I told you this was going to be fun to watch.

This, of course, will all become fodder for some major outlandish commercials from the Trump camp as well. Senator Warren denies applying for minority status and openly disputes she leveraged her claim to be Native American.

She says that she was misinterpreted or that the claim was never openly advanced by her.

But I have an inside scoop. How?

Because I was there, living on Martha’s Vineyard when it all went down.

Elizabeth Warren’s Achilles heel? Her Indian pudding.

What happened? Elizabeth Warren participated in one of the Native American Festival’s in Mashpee, Massachusetts, a Wampanoag Indian settlement.

The native tribe of Cape Cod was conducting a Heritage Day Festival, replete with a tribal drum, a wonderful observance, cultural arts and crafts, Native American design, and appropriately enough - storytelling. Elizabeth Warren, took it upon herself during this festival of the Wampanoag Tribe, to submit — I kid you not — a recipe for “Indian Pudding” for Heritage Day and their “Pow Wow Chow” cookbook.
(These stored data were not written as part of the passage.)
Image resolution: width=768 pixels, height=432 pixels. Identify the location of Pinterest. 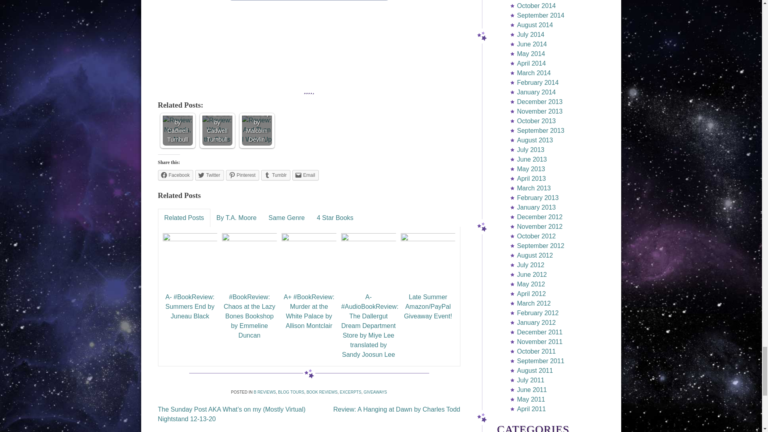
(242, 175).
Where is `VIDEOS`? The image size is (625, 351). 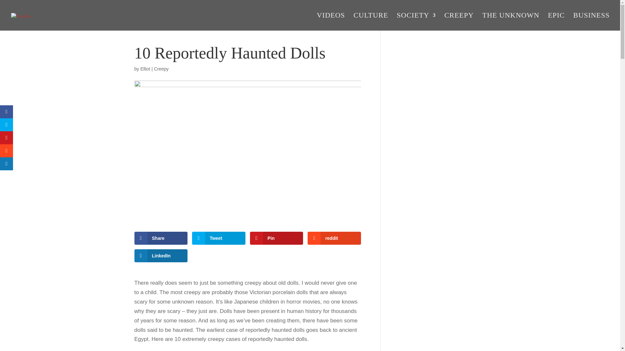
VIDEOS is located at coordinates (331, 21).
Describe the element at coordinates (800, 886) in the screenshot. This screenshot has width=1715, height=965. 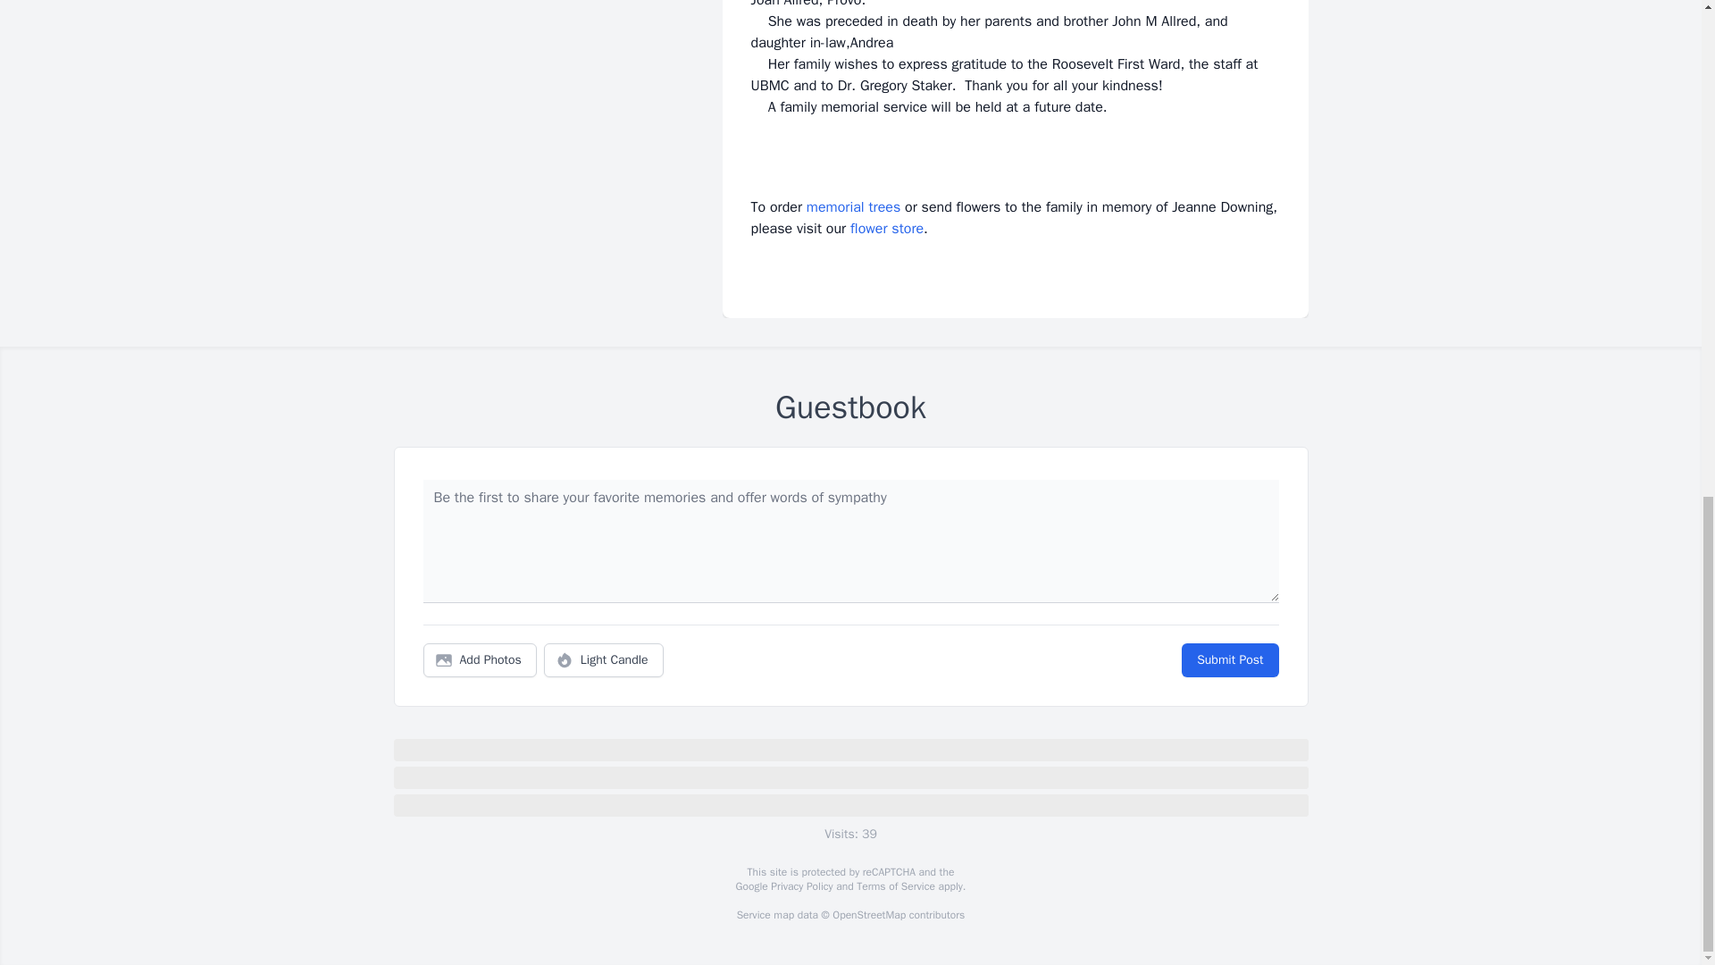
I see `Privacy Policy` at that location.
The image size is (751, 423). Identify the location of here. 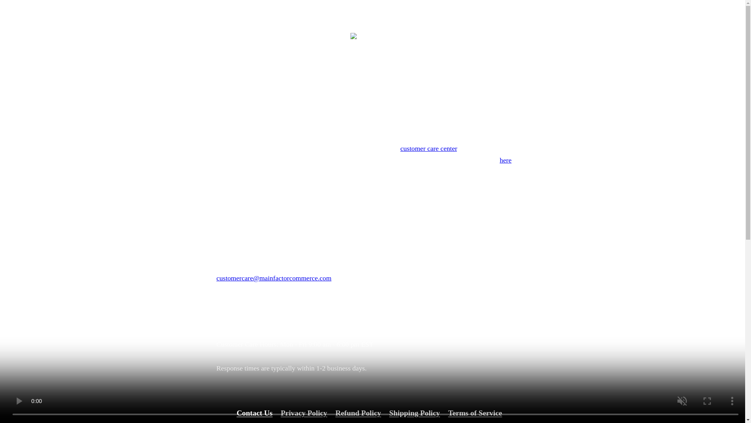
(505, 160).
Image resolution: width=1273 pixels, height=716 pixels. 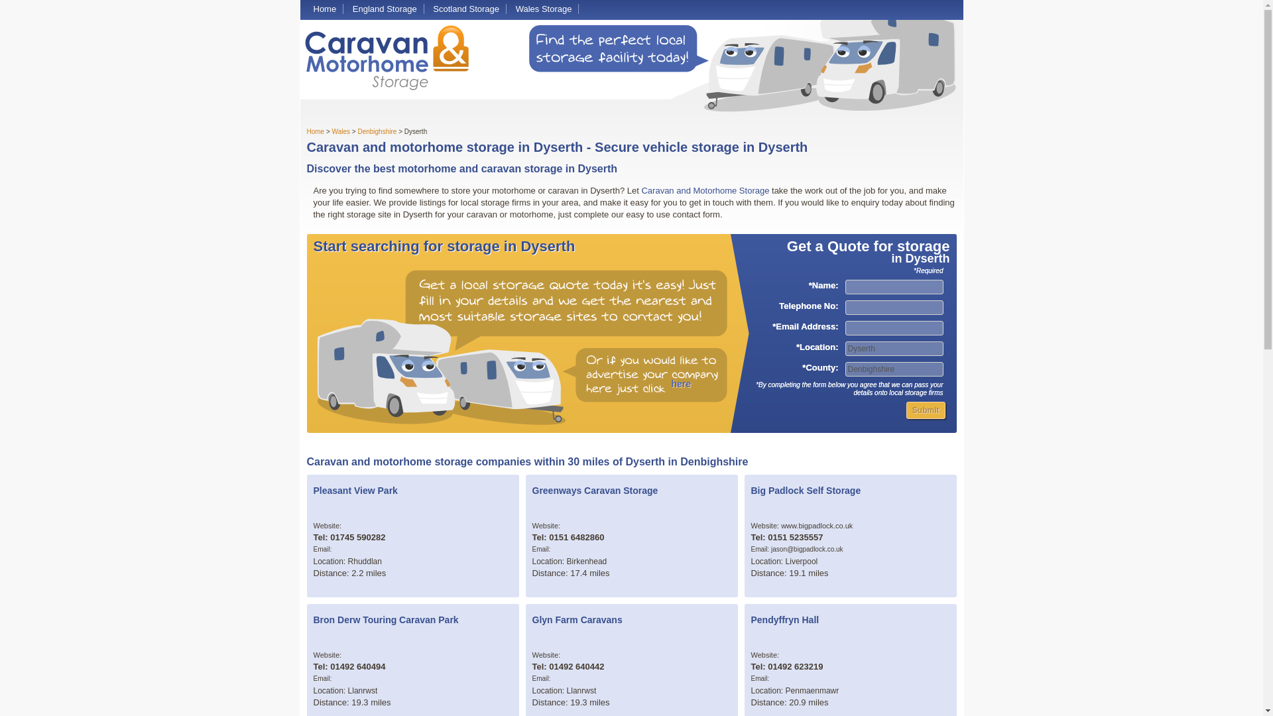 I want to click on here, so click(x=680, y=384).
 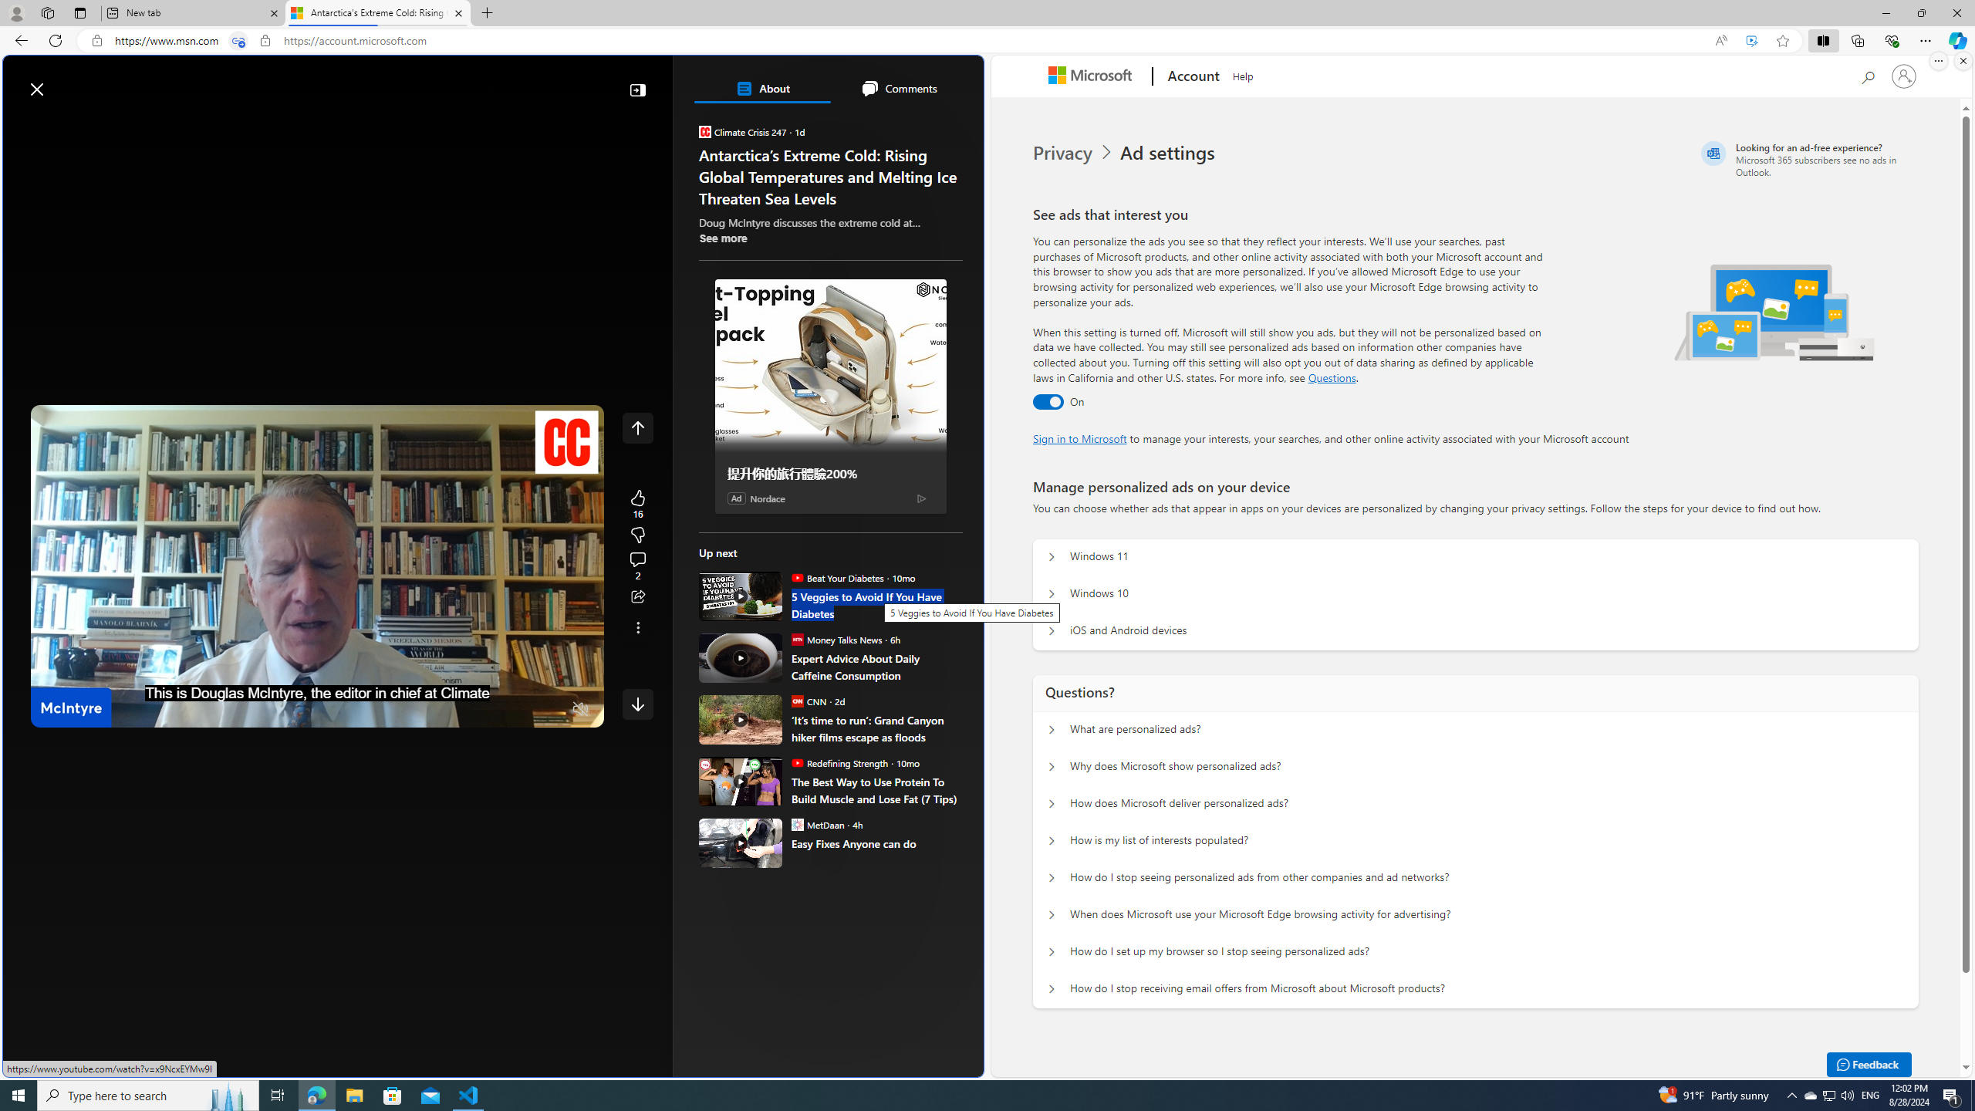 What do you see at coordinates (1052, 767) in the screenshot?
I see `Questions? Why does Microsoft show personalized ads?` at bounding box center [1052, 767].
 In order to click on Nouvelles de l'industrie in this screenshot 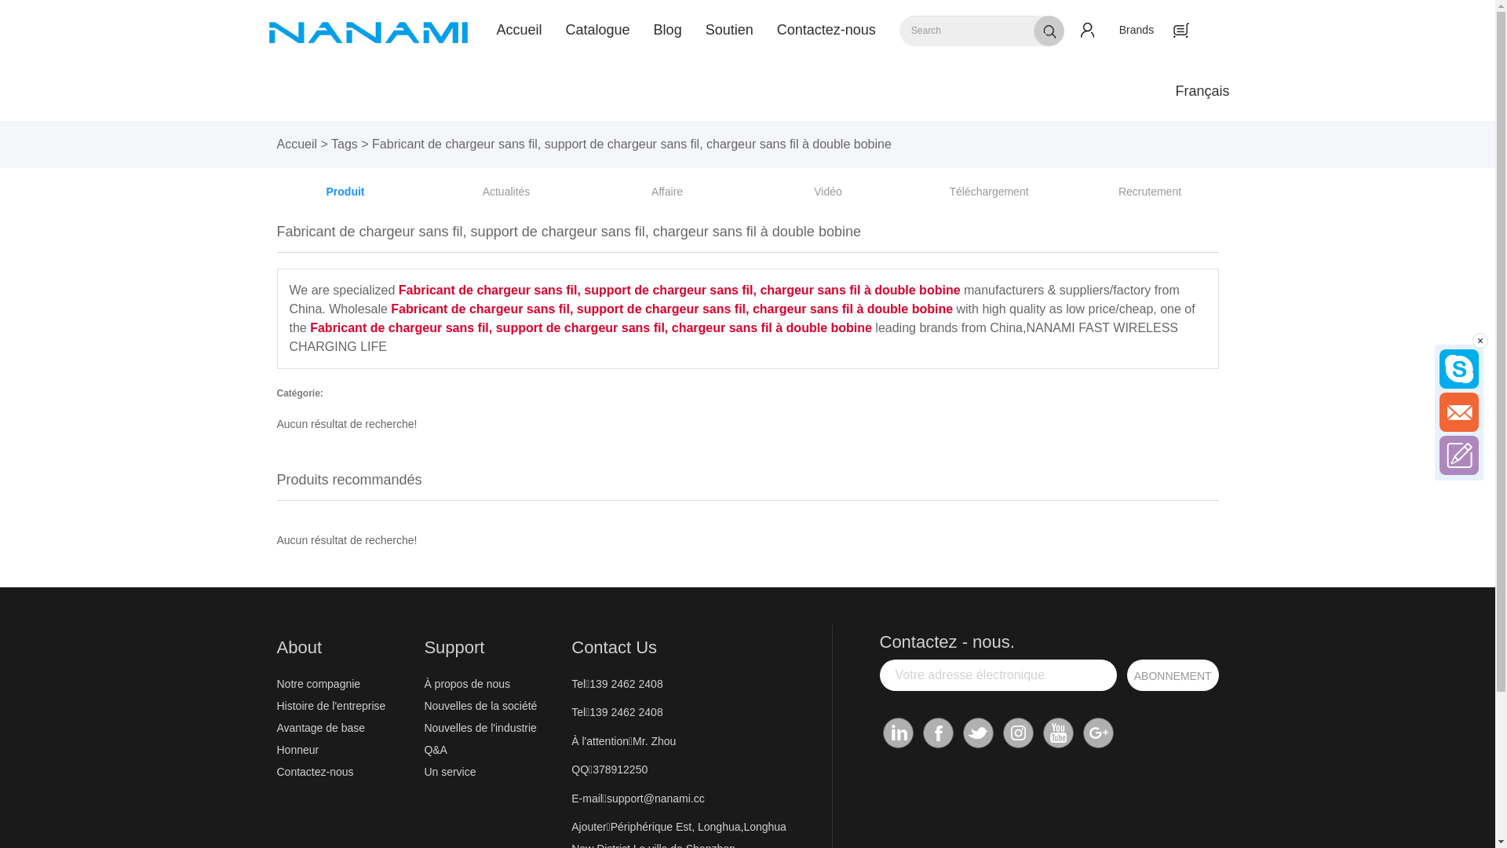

She claimed her Indian pudding to be from “an old family recipe.”

Later, a Boston paper revealed that the pudding was a plagiarized version of at least four other recipes. That revelation burns me up as a writer. The TV commercial implications are endless. Even tribal leaders around the country are circling the wagons against her (bad metaphor, I know.) If we are to survive the commercials of both the 2018 and the 2020 elections, we need to stick to the simple truth and hold the phony Indian pudding.

Will it happen? Not on your life.

As for Senator Liawatha? I suggest everyone just try out her recipe in “Pow Wow Chow” for “Indian pudding” And judge for yourself if it’s authentic — or not.

Columnist-at-large Pisano is a writer, thinker and Ford Plantation resident.